The US attorneys' office in Washington, DC, fought to maintain the full range of options available to prosecutors in charging high court demonstrators. A three-judge panel of the US Court of Appeals for the DC Circuit agreed with prosecutors that the meaning of “harangue” and “oration” were clear in the context of the law.
“This core meaning is delivering speeches of various kinds to persons within the Supreme Court’s building and grounds, in a manner that threatens to disturb the operations and decorum of the Court,” Judge Janice Rogers Brown wrote for the court.
The ruling doesn't change much in practice for the five men and women arrested at the court on April 1, 2015, who challenged the “harangue” and “oration” language — the lower court judge had kept intact another part of the law they were charged under that criminalized “loud” language.
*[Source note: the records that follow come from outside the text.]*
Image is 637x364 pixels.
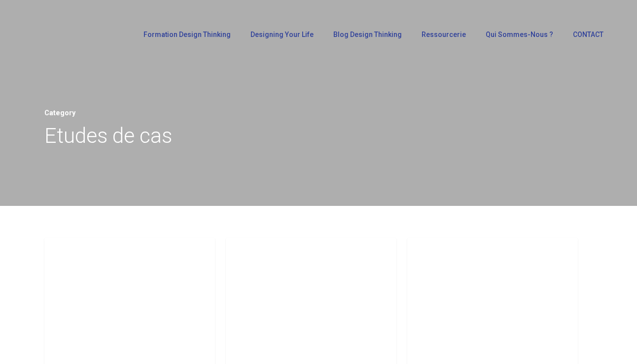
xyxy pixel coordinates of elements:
[139,31,236,38] a: Formation Design Thinking
[481,31,558,38] a: Qui sommes-nous ?
[45,121,592,151] h1: Etudes de cas
[573,31,603,38] span: CONTACT
[251,31,313,38] span: Designing Your Life
[143,31,230,38] span: Formation Design Thinking
[236,248,300,260] a: Etudes de cas
[568,31,609,38] a: CONTACT
[328,31,407,38] a: Blog Design Thinking
[245,31,319,38] a: Designing Your Life
[45,109,75,117] span: Category
[422,31,466,38] span: Ressourcerie
[333,31,402,38] span: Blog Design Thinking
[486,31,553,38] span: Qui sommes-nous ?
[417,31,471,38] a: Ressourcerie
[417,248,482,260] a: Etudes de cas
[54,248,119,260] a: Etudes de cas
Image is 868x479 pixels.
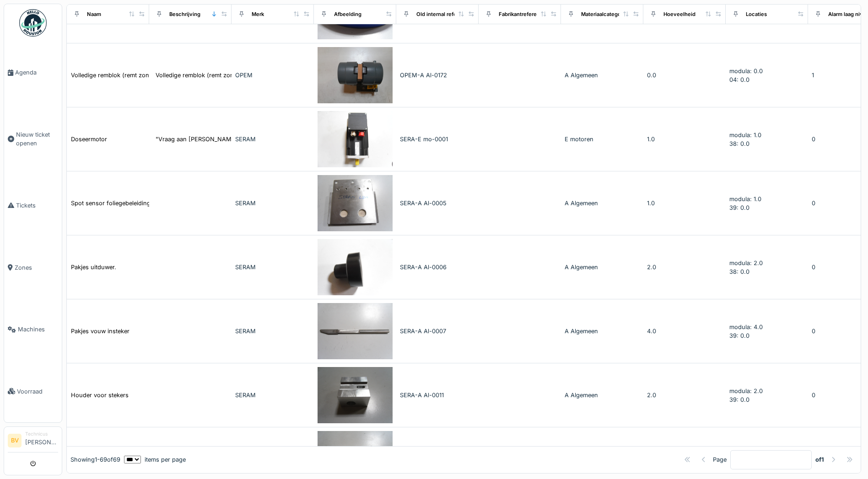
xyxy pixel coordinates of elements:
[87,10,101,18] div: Naam
[565,135,640,144] div: E motoren
[71,135,107,144] div: Doseermotor
[16,201,58,210] span: Tickets
[156,71,297,79] div: Volledige remblok (remt zonder perslucht) L58 &...
[4,299,62,361] a: Machines
[400,327,475,335] div: SERA-A Al-0007
[25,430,58,450] li: [PERSON_NAME]
[15,68,58,77] span: Agenda
[4,41,62,104] a: Agenda
[318,303,393,360] img: Pakjes vouw insteker
[400,71,475,79] div: OPEM-A Al-0172
[4,361,62,423] a: Voorraad
[647,199,722,207] div: 1.0
[416,10,471,18] div: Old internal reference
[18,325,58,334] span: Machines
[647,71,722,79] div: 0.0
[318,175,393,232] img: Spot sensor foliegebeleiding
[400,263,475,272] div: SERA-A Al-0006
[647,135,722,144] div: 1.0
[647,327,722,335] div: 4.0
[729,204,749,211] span: 39: 0.0
[729,333,749,339] span: 39: 0.0
[729,140,749,147] span: 38: 0.0
[235,135,310,144] div: SERAM
[71,71,236,79] div: Volledige remblok (remt zonder perslucht) L58 &L73 Seram
[729,260,763,266] span: modula: 2.0
[235,391,310,400] div: SERAM
[318,111,393,167] img: Doseermotor
[71,327,129,335] div: Pakjes vouw insteker
[400,391,475,400] div: SERA-A Al-0011
[318,367,393,423] img: Houder voor stekers
[124,455,186,464] div: items per page
[729,323,763,331] span: modula: 4.0
[4,175,62,237] a: Tickets
[17,387,58,396] span: Voorraad
[729,396,749,404] span: 39: 0.0
[71,263,116,272] div: Pakjes uitduwer.
[25,430,58,438] div: Technicus
[729,196,761,203] span: modula: 1.0
[565,391,640,400] div: A Algemeen
[729,268,749,275] span: 38: 0.0
[729,68,763,75] span: modula: 0.0
[581,10,627,18] div: Materiaalcategorie
[647,391,722,400] div: 2.0
[400,199,475,207] div: SERA-A Al-0005
[235,263,310,272] div: SERAM
[713,455,727,464] div: Page
[565,327,640,335] div: A Algemeen
[251,10,264,18] div: Merk
[4,236,62,299] a: Zones
[318,239,393,295] img: Pakjes uitduwer.
[169,10,200,18] div: Beschrijving
[729,132,761,138] span: modula: 1.0
[235,327,310,335] div: SERAM
[71,391,129,400] div: Houder voor stekers
[8,434,22,448] li: BV
[334,10,361,18] div: Afbeelding
[318,47,393,103] img: Volledige remblok (remt zonder perslucht) L58 &L73 Seram
[647,263,722,272] div: 2.0
[14,263,58,272] span: Zones
[815,455,824,464] strong: of 1
[235,199,310,207] div: SERAM
[156,135,331,144] div: "Vraag aan [PERSON_NAME] en zet in stock" Dosseer motor...
[16,131,58,148] span: Nieuw ticket openen
[400,135,475,144] div: SERA-E mo-0001
[729,76,749,83] span: 04: 0.0
[499,10,546,18] div: Fabrikantreferentie
[70,455,120,464] div: Showing 1 - 69 of 69
[746,10,767,18] div: Locaties
[663,10,695,18] div: Hoeveelheid
[71,199,150,207] div: Spot sensor foliegebeleiding
[235,71,310,79] div: OPEM
[19,9,47,37] img: Badge_color-CXgf-gQk.svg
[565,71,640,79] div: A Algemeen
[729,388,763,394] span: modula: 2.0
[565,199,640,207] div: A Algemeen
[4,104,62,175] a: Nieuw ticket openen
[8,430,58,453] a: BV Technicus[PERSON_NAME]
[565,263,640,272] div: A Algemeen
But it's the latest win for the government against efforts to chip away at laws that restrict and criminalize certain types of speaking and demonstrating in and around the Supreme Court. The DC Circuit in 2015 rejected a challenge to the prohibition on demonstrations on the court's marble plaza.
Federal Public Defender A.J. Kramer, who argued for the defendants, declined to comment, as did a spokesperson for the US attorney's office.
The five defendants were accused of standing up one-by-one at the start of arguments before the justices and speaking or singing to protest the influence of money in elections — there was at least one reference to the court's 2010 Citizens United decision, which loosened campaign finance laws. They faced two charges: first, violating a broad prohibition on demonstrations in around around the Supreme Court, and second, making a “harangue,” “oration”, or “loud” language at the court.
US District Judge James Boasberg ruled in December 2015 that prosecutions under the “harangue” and “oration” section of the law would violate a person's constitutional right to due process because they suffered from “definitional ambiguity.”
Brown wrote in Friday's decision that just because an ordinary person might not know off-hand the definition of a word such as “harangue,” that didn't mean it couldn't be in the law. In the context of a law that was concerned about decorum in the Supreme Court, it was clear that “harangue” and “oration” referred to public speeches that would disrupt the court, she explained.
“That 'harangue' and 'oration' may not roll off the average person’s tongue today does not alter their possession of a settled meaning around public speeches,” Brown wrote.
Judges Sri Srinivasan, who wrote the court's 2015 opinion upholding the ban on plaza protests, and Stephen Williams, who was on the panel that heard the plaza protest case, also heard the case and joined Brown's opinion.